For those interested I added minimal support for subtags (JS-less non-foldable tag tree) in the latest version of my PoC and fixed a few things, see https://gitlab.com/iguillaumed/playground/tagging/-/blob/v0.0.5/CHANGELOG.md#005-2023-04-10.

Please note another limitation I had not documented yet here or elsewhere: for the moment subdirectories are not supported and do not work correctly: I want my users and myself to use tags for structuring.
I might (need to) fix that myself at some point but patches are welcome!
Also I am not sure I want tags to lie elsewhere than at the root anyway.

Not thought about a tags tag yet, my implementation seems not to need it, but it might help as a marker to collect all intended tags (those that are not spelling mistakes of real ones that is).
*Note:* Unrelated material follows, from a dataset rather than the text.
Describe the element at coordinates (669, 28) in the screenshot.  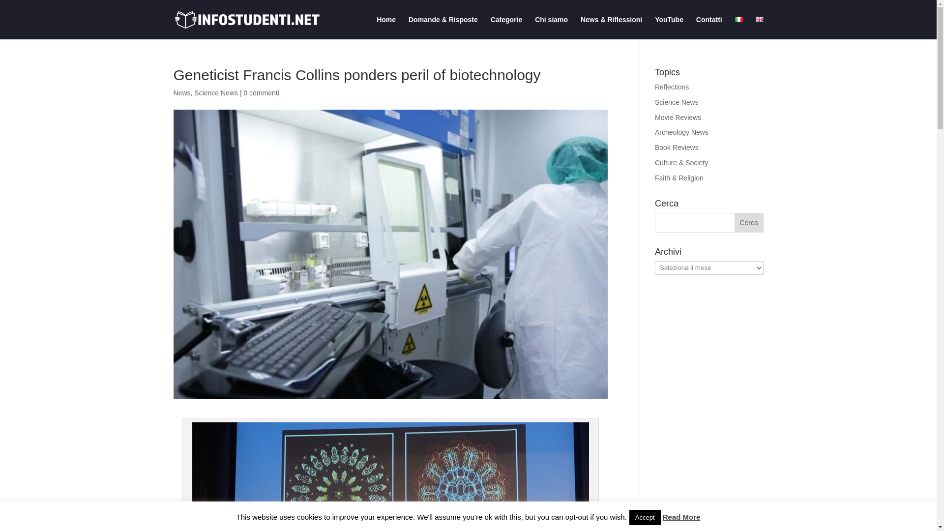
I see `YouTube` at that location.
Doing the above I realized such a tag also allows to collect all hierarchies defined by a tag tree, although one could even define specialized tags so as to show only some of them.

From there my next TODOs are probably: (re)indexing fixes/MVP-features, search tuning and cosmetic nice-to-have JS ergonomics (in that order).

I now have subtags in a way which satisfies my current needs and I can live without other bells and whistles, so once (re)indexing and search is done as explained above I will probably declare victory 😀 and move on to other things...
In the meantime feedback is welcome though.